Erdoğan’s demands that his foe, Fethullah Gülen, in self-imposed exile in the US, be extradited over claims that he drove the plot, were perceived as a slight in Washington. Officials quickly disavowed links to Gülen, demanded evidence of any connections, and rejected an implication that the US itself may have been involved.

Before the Incirlik airbase reopened, Turkish authorities arrested the base’s commander, Gen Bekir Ercan Van, and 11 other suspects, claiming they were involved in the attempted coup.

It is the latest in a series of incidents that have undermined relations between Ankara and Washington since the US-led air campaign against Isis began in late 2014.

Despite both sides claiming a mutual interest in combating the group, which had overrun large parts of Syria and Iraq and was starting to incite terror further afield, it took the US 11 months of negotiations to gain access to Incirlik, which is near the Syrian border.

Washington had made clear that the use of Incirlik would greatly aid the fight against the terrorist group. Turkey had countered that dealing with Kurds in northern Syria was just as important to its own interests. In the months since, US officials have come to believe that Turkey’s concerns about the Kurds hold primacy.

Turkish officials have railed against US moves to use Syrian Kurdish units as a proxy ground force to fight Isis and have bitterly opposed the alliance, even as it has stripped land from the group near its Syrian hub of Raqqa.

Rarely have two nominal allies been at such odds over such essential matters. To Turkey, the Syrian Kurdish cooperation has an asking price – the advancement of territorial ambitions, which it believes play directly to the restive Kurdish minority within its borders.

To the US, a failure to defeat Isis would even further destabilise the region and could pose an existential threat to its allies, especially now that the group is actively exporting chaos to Europe and beyond.

As Erdoğan continues to crack down on those he alleges were responsible for the coup and tackle other perceived threats – affecting up to 5,000 military officers and troops and close to 3,000 judges so far – Turkey’s allies are bracing for further demands from an emboldened leader.

Hard-won Turkish cooperation against Isis had begun to bear fruit in recent months, with US and allied jets now much closer to the action and able to more directly support operations led by the Kurds in north-east Syria. There, the town of Minbij, roughly halfway between Raqqa and Isis’s easternmost stronghold of al-Bab, remains under attack. Its fall would cut a key supply line, tightening the noose on Raqqa, as Iraqi forces edge towards Mosul.

Isis has launched four large-scale attacks on Turkish soil in the past 18 months, the most recent of which was a triple suicide bombing at Ataturk airport in Istanbul last month. Over the same period, Ankara has cracked down on those travelling to join Isis, denying suspected militants entry to the country and patrolling its 500-mile border with Syria with vigour.
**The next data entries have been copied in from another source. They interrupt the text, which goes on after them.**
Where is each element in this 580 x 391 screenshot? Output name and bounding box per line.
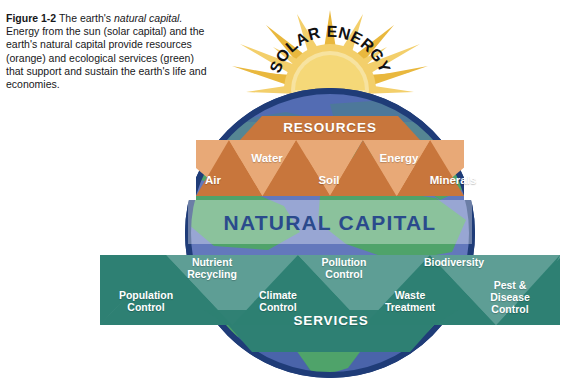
resources-band [240, 116, 420, 140]
figure-natural-capital: Figure 1-2 The earth's natural capital. … [0, 0, 580, 391]
natural-capital-band [188, 200, 472, 244]
diagram-canvas: SOLAR ENERGY [0, 0, 580, 391]
resources-triangles [0, 136, 580, 200]
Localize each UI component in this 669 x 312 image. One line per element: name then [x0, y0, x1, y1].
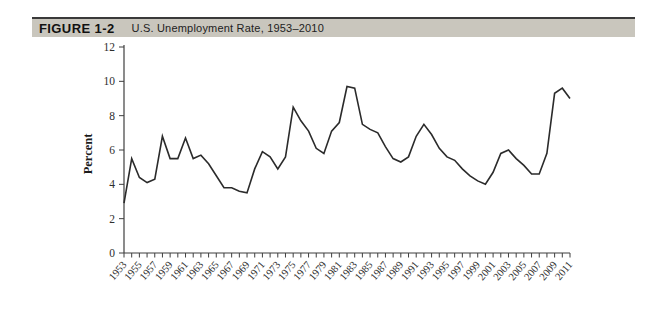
y-tick-label: 12: [104, 41, 116, 53]
y-tick-label: 10: [104, 75, 116, 87]
figure-page: FIGURE 1-2 U.S. Unemployment Rate, 1953–…: [0, 0, 669, 312]
unemployment-line-chart: 0246810121953195519571959196119631965196…: [0, 0, 669, 312]
y-tick-label: 6: [109, 144, 115, 156]
y-tick-label: 8: [109, 110, 115, 122]
y-tick-label: 0: [109, 247, 115, 259]
y-axis-title: Percent: [81, 133, 95, 175]
x-tick-label: 2011: [553, 259, 575, 282]
y-tick-label: 2: [109, 213, 115, 225]
unemployment-series-line: [124, 87, 570, 204]
y-tick-label: 4: [109, 178, 115, 190]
The US and UK believe the attacks have brought their needs and Ankara’s closer together. But there has been no compromise on Turkish demands that the Kurds not be rewarded for their cooperation in the fight.

Concerns about Kurdish ambitions were a key factor in a detente agreed between Ankara and Moscow this month, after an eight-month standoff which followed the Turkish downing of a Russian fighter over northern Syria. Turkey had accused Russian jets of bombing its allies fighting the Assad regime inside Syria, and the feud seemed unlikely to be solved soon.
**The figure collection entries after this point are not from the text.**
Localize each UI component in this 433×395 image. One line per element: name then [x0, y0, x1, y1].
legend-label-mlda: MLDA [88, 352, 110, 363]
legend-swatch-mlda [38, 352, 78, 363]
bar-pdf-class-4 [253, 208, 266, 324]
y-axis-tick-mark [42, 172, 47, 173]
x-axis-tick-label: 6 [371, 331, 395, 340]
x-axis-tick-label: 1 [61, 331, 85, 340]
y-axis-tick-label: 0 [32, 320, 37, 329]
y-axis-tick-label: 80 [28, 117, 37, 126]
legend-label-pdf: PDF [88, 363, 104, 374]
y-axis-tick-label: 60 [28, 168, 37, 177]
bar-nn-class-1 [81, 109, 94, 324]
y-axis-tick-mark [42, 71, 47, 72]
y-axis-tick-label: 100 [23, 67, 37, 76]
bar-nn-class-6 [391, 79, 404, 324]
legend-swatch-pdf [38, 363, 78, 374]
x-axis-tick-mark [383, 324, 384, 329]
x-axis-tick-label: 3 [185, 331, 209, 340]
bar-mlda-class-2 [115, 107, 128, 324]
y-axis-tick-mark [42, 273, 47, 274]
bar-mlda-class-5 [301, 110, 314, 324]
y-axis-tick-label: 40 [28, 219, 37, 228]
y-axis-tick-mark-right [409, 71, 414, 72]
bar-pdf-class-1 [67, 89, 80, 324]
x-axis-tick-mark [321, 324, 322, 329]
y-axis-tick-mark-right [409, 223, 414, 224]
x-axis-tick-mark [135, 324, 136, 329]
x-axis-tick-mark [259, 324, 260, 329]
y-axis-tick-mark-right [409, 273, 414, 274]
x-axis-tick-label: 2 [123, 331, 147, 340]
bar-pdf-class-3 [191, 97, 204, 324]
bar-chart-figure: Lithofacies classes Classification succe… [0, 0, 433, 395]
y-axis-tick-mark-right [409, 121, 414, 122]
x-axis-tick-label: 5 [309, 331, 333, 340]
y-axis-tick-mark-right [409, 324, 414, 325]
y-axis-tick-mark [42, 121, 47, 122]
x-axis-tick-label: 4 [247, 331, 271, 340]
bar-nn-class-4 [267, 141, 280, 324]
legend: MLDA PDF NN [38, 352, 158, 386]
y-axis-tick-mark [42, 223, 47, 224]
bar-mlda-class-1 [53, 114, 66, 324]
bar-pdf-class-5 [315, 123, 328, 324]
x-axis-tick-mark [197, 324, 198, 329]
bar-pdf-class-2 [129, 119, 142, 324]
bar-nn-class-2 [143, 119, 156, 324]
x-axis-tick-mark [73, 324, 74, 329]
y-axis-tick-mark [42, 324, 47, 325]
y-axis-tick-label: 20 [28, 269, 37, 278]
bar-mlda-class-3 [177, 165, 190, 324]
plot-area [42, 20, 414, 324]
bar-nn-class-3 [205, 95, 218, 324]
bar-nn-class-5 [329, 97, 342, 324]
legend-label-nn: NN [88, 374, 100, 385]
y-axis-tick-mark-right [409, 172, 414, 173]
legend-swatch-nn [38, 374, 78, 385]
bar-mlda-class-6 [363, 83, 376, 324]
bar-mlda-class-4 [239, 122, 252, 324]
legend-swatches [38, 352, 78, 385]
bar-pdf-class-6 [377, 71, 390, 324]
However, both sides share a common view – that Syria’s territorial integrity should not be compromised by whatever emerges from the ruins. According to Turkish officials, Erdoğan has also calculated that Vladimir Putin has more capacity to deliver outcomes in Syria and the broader region than the outgoing Obama, who has defined US interests through a narrow prism of defeating Isis.

Before the failed coup, Erdoğan believed he was close to being alone in the fight against Assad – and stone-cold alone with his concerns about the Syrian Kurds. He has now found an ally in the latter cause and, empowered by popular support, appears to be in a stronger position to demand cooperation on the former.